💻 Endpoint detection (EDR)
Velociraptor
DFIR-grade endpoint visibility and live hunting at fleet scale.
Why use it
Velociraptor is the open-source DFIR collection platform built by ex-Google IR engineers. Run hunts across hundreds of hosts, collect arbitrary artefacts, and live off the land in a way no traditional EDR allows.
What you get
- Live remote shell into endpoints
- Hundreds of pre-built artefacts (browser history, prefetch, AmCache, persistence)

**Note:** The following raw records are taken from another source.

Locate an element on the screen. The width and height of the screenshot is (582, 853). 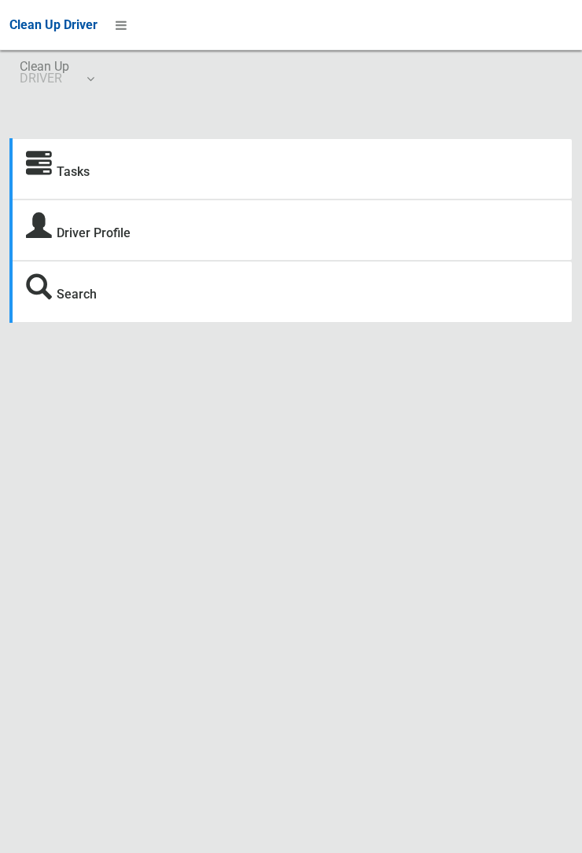
a: Clean UpDRIVER is located at coordinates (56, 75).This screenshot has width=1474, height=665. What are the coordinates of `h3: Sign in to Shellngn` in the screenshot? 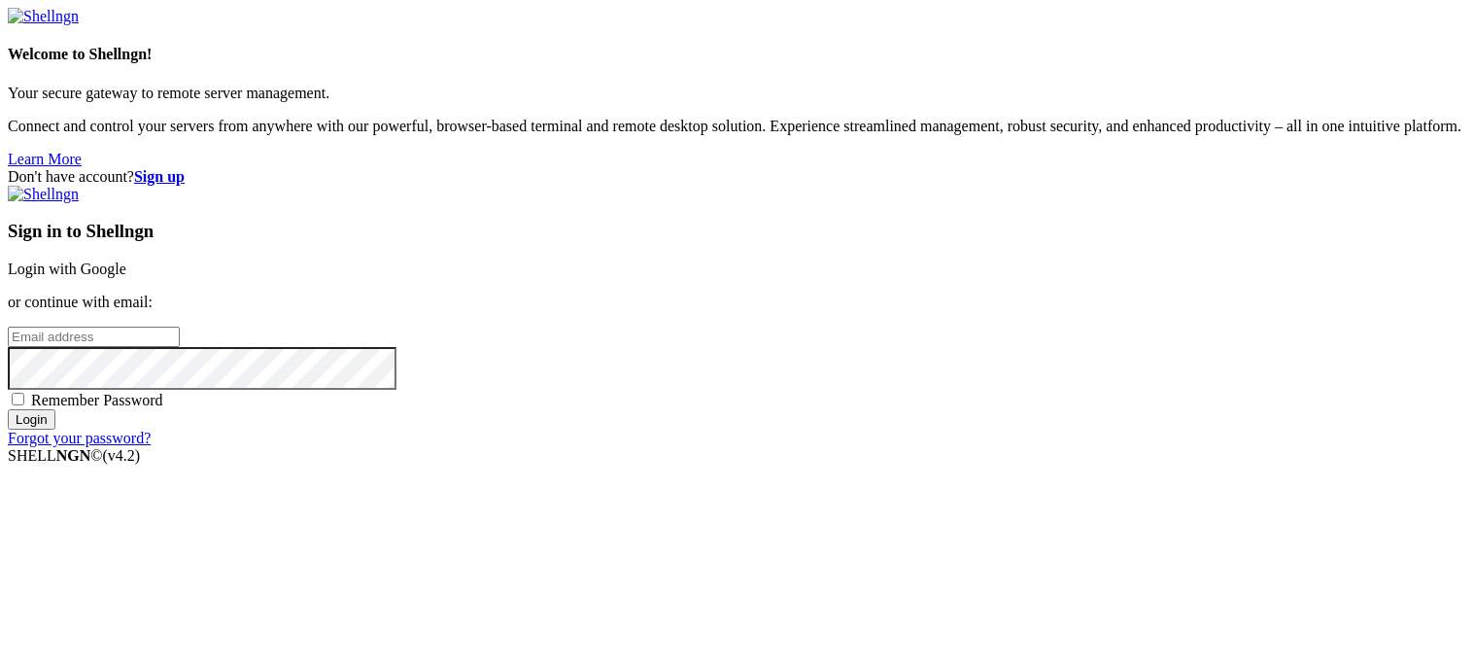 It's located at (737, 231).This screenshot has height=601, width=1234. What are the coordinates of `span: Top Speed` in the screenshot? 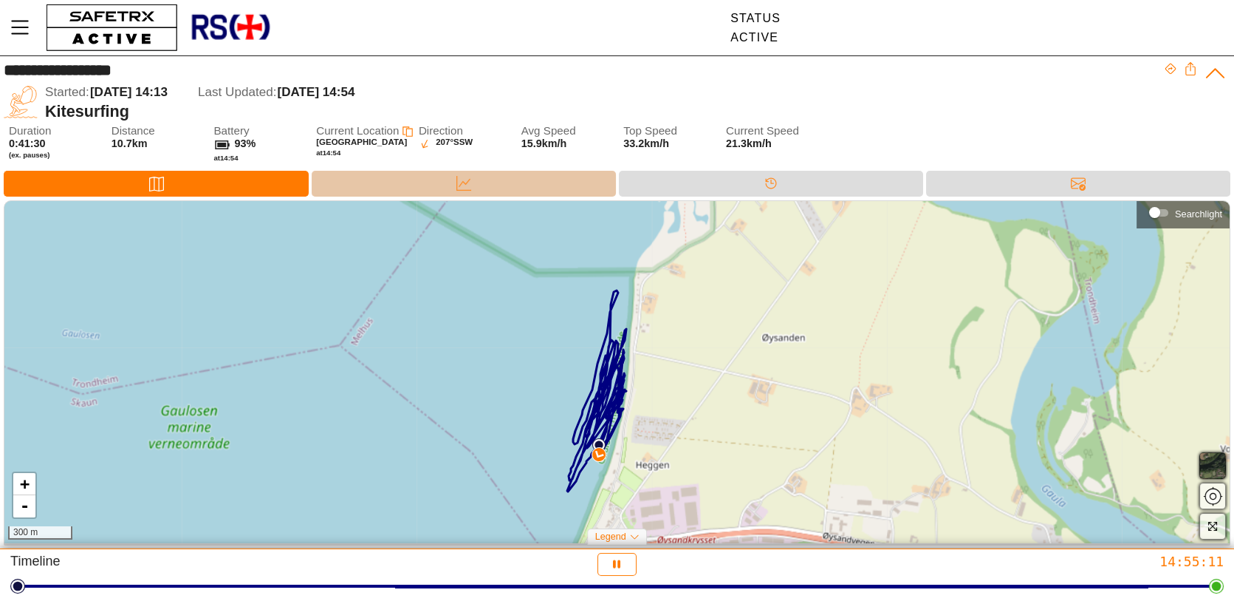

- VQL — its query language — for custom hunts
- Fleet-wide hunts that run in minutes
- Forensic-quality file collection without disrupting the host
System requirements
| Cpu | 4 cores (server) |
|---|---|
| Ram | 4 GB (server), 50 MB (agent) |
| Disk | 20 GB+ for collected artefacts |
| Os | Linux server, agents on Linux/Win/macOS |
| Docker | Yes |
Installation
Download the single-binary release. Run ./velociraptor config generate -i to create a config interactively. Start the server: ./velociraptor --config server.yaml frontend. Generate agent installers (MSI, deb, pkg) from the GUI.
Suggested configuration
Enable the standard Windows artefact pack: Sysinternals Autoruns, Prefetch, AmCache, browser history, scheduled tasks. Schedule a daily hunt for new persistence and unsigned binaries in temp directories. Pipe high-confidence findings to TheHive.
Integration ideas
- Forward alerts to TheHive for case management
- Pull intel from MISP to feed hunt queries
- Combine with Wazuh for continuous monitoring + on-demand hunts
Alternatives
- osquery — Lighter, less hunt-oriented.
- GRR — Older Google project; Velociraptor is the spiritual successor.
Cyentrix verdict
If you take incident response seriously at home, this is the upgrade after Wazuh. The MITRE-mapped artefacts alone justify it.